As Brooks took the snap, he pump-faked to get safety Deke Cooper to take a step to the left and fired to a dart to Stallworth, who broke tackles by Fernando Bryant, Cooper and linebacker Akin Adele as he weaved to the 33. He then lateraled to Michael Lewis at the 33, the one lateral on the play that looked close to being forward.
"Nah," Stallworth said. "I knew it was good. My momentum made it look close, but I knew it was good."
Lewis then pitched it to McAllister, who ran it to the 20 before flipping it across the field to Pathon, who ran untouched into the end zone, courtesy of a good block on Hugh Douglas by Brooks.
"I can't take any credit for it," said Pathon. "If anybody should get credit, it's Donte'. He's the one who really made the play. We just anticipated each other's moves. It was a great play."
The Saints had never practiced that version of the play before, but that's to be expected. They had done some lateral work on special teams, but not nearly to that degree.
Nope, this was straight out of sandlot game, which usually don't include extra points. The Saints could only be so lucky.
Haslett said the Jaguars used leverage on all of their kick blocks, including the final point, which should have resulted in a penalty. Instead, a stunned New Orleans team was left wondering what could have been.
"They leveraged every single kick, including the last one," Haslett said. "I guess the league is not going to call it. Maybe it's something we should do."
If the extra point went through, that play would have ranked up there with the "Music City Miracle" the Titans used to win a playoff game in 1999 and the famous game-ending touchdown Cal scored to win the 1982 Stanford-Cal game, a play that ended with players running through the band.

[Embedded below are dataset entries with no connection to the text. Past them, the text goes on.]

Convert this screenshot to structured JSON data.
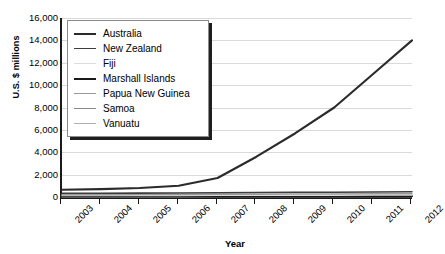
{
  "chart_data": {
    "type": "line",
    "title": "",
    "xlabel": "Year",
    "ylabel": "U.S. $ millions",
    "categories": [
      "2003",
      "2004",
      "2005",
      "2006",
      "2007",
      "2008",
      "2009",
      "2010",
      "2011",
      "2012"
    ],
    "ylim": [
      0,
      16000
    ],
    "yticks": [
      0,
      2000,
      4000,
      6000,
      8000,
      10000,
      12000,
      14000,
      16000
    ],
    "ytick_labels": [
      "0",
      "2,000",
      "4,000",
      "6,000",
      "8,000",
      "10,000",
      "12,000",
      "14,000",
      "16,000"
    ],
    "grid": true,
    "legend_position": "upper-left-inside",
    "series": [
      {
        "name": "Australia",
        "color": "#2b2b2b",
        "width": 2.1,
        "values": [
          650,
          700,
          800,
          1000,
          1700,
          3600,
          5700,
          8000,
          11000,
          14000
        ]
      },
      {
        "name": "New Zealand",
        "color": "#3d3d3d",
        "width": 1.6,
        "values": [
          330,
          340,
          350,
          360,
          380,
          400,
          420,
          430,
          450,
          470
        ]
      },
      {
        "name": "Fiji",
        "color": "#dcdcdc",
        "width": 1.3,
        "values": [
          120,
          125,
          130,
          135,
          140,
          145,
          150,
          155,
          160,
          165
        ]
      },
      {
        "name": "Marshall Islands",
        "color": "#1a1a1a",
        "width": 2.0,
        "values": [
          60,
          62,
          65,
          68,
          70,
          72,
          75,
          78,
          80,
          82
        ]
      },
      {
        "name": "Papua New Guinea",
        "color": "#9a9a9a",
        "width": 1.5,
        "values": [
          200,
          210,
          220,
          230,
          245,
          255,
          265,
          275,
          285,
          295
        ]
      },
      {
        "name": "Samoa",
        "color": "#8a8a8a",
        "width": 1.5,
        "values": [
          40,
          42,
          44,
          46,
          48,
          50,
          52,
          54,
          56,
          58
        ]
      },
      {
        "name": "Vanuatu",
        "color": "#b0b0b0",
        "width": 1.4,
        "values": [
          25,
          26,
          28,
          29,
          30,
          32,
          33,
          34,
          35,
          36
        ]
      }
    ]
  }
}
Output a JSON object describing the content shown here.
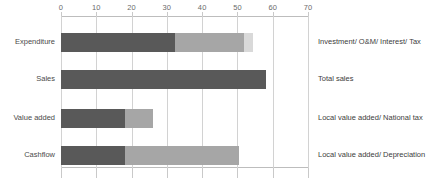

As it is, it's an amazing play made even more amazing by the miss at the end.
For a Saints team trying to get past the Joe Horn cell phone controversy from a week ago, it was another painful loss in a season full of them.
"Can you believe that?" said Haslett. "I can't."
It was this same Gerry Austin crew that cost the Saints a game this season against Carolina with three controversial calls. The league admitted later that the calls were made in error.
So here it was Austin's crew making another controversial call late when they overruled a pass interference penalty. The ruling on the field was that Bryant had interfered with Lewis in the end zone. But the ball was tipped by safety Donovin Darius, although the tip looked as if it came after the penalty.
Austin reviewed it and overruled it, forcing a fourth-down throw by Brooks from the 10 that was batted down by defensive end Paul Spicer. After the game, there was still some question in the Saints locker room as to whether that play was even reversible.
"I've never heard that one before," said Haslett, who said Austin had no real explanation as to why it was overturned.
In the pool report, Austin explained the call.
"When the ball is touched, and the pass interference occurs behind where it's touched, then there is no foul because the ball has been legally touched," Austin said. "After that, interference can not occur by rule. That's what brought about the change."
All it did was set up the dramatic last play, one that won't soon be forgotten in New Orleans, or anywhere else.
"The only thing missing was the band," said Jaguars coach Jack Del Rio. "It was a wild finish."
"Fate is funny," said Pathon. "At that point in time, you think you have a good chance of winning the game, but fate has a funny way of interfering. It's a surreal feeling."
Since this is the Christmas season, liken it to getting that shiny new car for a present and then smashing into a parked neighbor as you take it for a test ride.
There's nobody to blame but you.
John Carney and the Saints know all about that.